ABSTRACT

In our previous studies of constructive reasoning, we have seen that the evolution of such reasoning presents itself under two different aspects, depending one upon the other—the passage from the concrete phase to a phase which is always more abstract, and that from elementary reasoning, conceived at the outset by a single intuitive act, to the lengthy and complicated process of logical deduction, properly so called. The first passage is due, as we have seen, to the discovery of concepts of an order always more general, that is to say, to the recognition of classes or groups, which are always more extensive, of phenomena or objects, equivalent in relation to a given end or to the result of a given piece of reasoning. This formation of new concepts, or extension of old concepts, increases, as we have shown, the number of operations or experiments, the results of which we know beforehand and which can in consequence be simply imagined. At the same time, thanks to the reduction of all the phenomena comprised in a given concept to the attribute or group of attributes only, which makes them equivalent under such and such an aspect, the operations or experiments to be performed on the schematized phenomenon, which thus come to represent the particular concept, are rendered so much the simpler. The reasoner profits, then, by this ever-increasing number of operations or experiments, of which he knows the outcome in advance, and also by the greater simplicity of the operations or experiments to be conducted mentally, in order to imagine and link together an ever-increasing number of experiences, and to complicate and prolong the process of combination; which is precisely the application, always in a larger measure, of the deductive method.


▶ TASK BRIEF
Filter these entries down to lines holding "siphon".

[Source records]
▬▬▬▬▬▬▬▬▬▬
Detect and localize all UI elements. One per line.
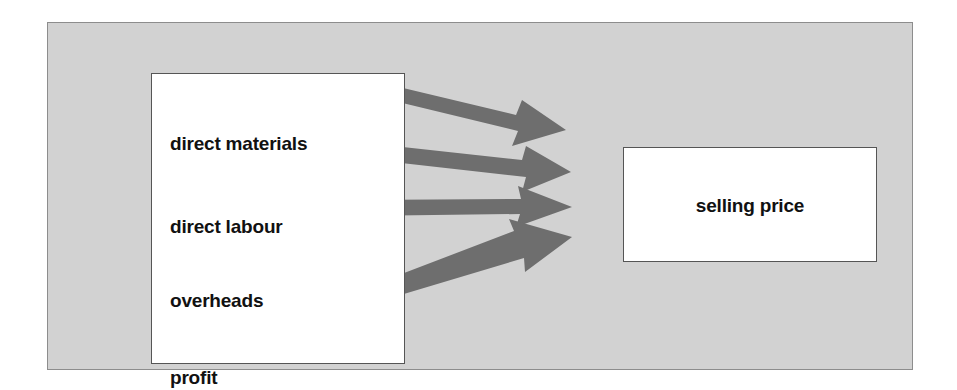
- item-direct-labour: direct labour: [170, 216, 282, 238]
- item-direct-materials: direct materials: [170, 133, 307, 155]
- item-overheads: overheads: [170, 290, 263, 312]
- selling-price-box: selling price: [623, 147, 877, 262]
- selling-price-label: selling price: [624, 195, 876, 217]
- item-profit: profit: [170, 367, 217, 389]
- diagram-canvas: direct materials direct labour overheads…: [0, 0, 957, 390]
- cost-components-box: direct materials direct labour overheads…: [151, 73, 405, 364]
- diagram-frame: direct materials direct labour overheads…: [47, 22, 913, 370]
▬▬▬▬▬▬▬▬▬▬
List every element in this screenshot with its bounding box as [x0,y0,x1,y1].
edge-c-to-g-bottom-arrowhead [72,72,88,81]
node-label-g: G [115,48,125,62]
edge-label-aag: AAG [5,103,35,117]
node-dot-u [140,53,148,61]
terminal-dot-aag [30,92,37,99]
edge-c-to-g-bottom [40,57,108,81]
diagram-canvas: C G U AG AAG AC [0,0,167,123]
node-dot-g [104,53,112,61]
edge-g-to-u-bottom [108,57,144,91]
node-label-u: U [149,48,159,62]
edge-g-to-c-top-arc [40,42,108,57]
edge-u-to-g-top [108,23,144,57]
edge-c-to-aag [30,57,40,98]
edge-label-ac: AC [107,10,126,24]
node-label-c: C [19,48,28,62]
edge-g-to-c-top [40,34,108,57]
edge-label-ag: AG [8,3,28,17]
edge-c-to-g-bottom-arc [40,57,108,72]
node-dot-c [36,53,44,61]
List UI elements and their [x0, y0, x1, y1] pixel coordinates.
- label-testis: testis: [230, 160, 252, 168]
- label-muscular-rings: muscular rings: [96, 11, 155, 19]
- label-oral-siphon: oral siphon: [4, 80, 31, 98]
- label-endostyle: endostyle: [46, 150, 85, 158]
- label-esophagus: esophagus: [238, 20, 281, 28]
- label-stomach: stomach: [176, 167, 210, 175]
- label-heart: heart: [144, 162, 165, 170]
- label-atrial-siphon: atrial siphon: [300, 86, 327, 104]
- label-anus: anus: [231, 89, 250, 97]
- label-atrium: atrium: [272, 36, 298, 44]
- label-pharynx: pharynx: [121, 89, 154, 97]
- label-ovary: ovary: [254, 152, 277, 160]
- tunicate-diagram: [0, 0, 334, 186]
▬▬▬▬▬▬▬▬▬▬
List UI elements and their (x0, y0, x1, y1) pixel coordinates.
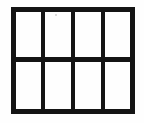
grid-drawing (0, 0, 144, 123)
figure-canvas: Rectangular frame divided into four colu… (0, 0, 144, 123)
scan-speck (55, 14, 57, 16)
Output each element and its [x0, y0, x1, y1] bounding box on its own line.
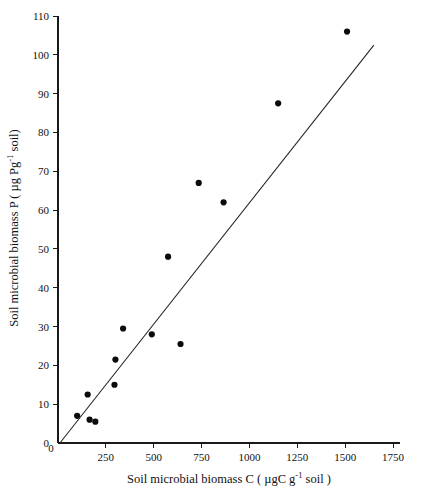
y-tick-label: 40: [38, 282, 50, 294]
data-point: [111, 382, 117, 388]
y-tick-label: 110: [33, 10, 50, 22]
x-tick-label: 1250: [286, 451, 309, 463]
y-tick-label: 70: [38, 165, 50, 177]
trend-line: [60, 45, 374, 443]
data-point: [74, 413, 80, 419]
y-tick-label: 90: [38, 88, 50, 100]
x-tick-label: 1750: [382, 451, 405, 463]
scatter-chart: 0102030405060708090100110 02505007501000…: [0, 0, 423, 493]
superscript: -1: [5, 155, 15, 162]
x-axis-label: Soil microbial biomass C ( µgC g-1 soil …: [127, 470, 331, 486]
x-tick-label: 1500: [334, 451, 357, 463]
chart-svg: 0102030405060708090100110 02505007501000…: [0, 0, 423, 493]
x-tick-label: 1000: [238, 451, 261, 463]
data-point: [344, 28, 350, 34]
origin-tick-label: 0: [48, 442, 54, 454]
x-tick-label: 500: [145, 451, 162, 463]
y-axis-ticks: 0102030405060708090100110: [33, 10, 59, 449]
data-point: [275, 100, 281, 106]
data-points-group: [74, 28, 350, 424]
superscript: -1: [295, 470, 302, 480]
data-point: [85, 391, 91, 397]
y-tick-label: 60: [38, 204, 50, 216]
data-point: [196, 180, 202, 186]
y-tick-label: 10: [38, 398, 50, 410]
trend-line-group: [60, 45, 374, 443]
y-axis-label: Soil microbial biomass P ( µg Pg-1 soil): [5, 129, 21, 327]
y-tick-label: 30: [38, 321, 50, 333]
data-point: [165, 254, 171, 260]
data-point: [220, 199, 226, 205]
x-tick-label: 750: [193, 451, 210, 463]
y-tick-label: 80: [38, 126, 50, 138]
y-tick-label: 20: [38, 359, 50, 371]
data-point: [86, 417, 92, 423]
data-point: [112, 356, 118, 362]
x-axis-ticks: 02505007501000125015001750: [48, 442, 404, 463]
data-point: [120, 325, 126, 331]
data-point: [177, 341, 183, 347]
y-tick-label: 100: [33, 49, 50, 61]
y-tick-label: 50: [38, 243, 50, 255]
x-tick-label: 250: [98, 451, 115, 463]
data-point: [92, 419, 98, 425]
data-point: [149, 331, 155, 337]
▬▬▬▬▬▬▬▬▬▬
▶ OUTPUT
- label-oral-siphon: oral siphon: [4, 80, 31, 98]
- label-atrial-siphon: atrial siphon: [300, 86, 327, 104]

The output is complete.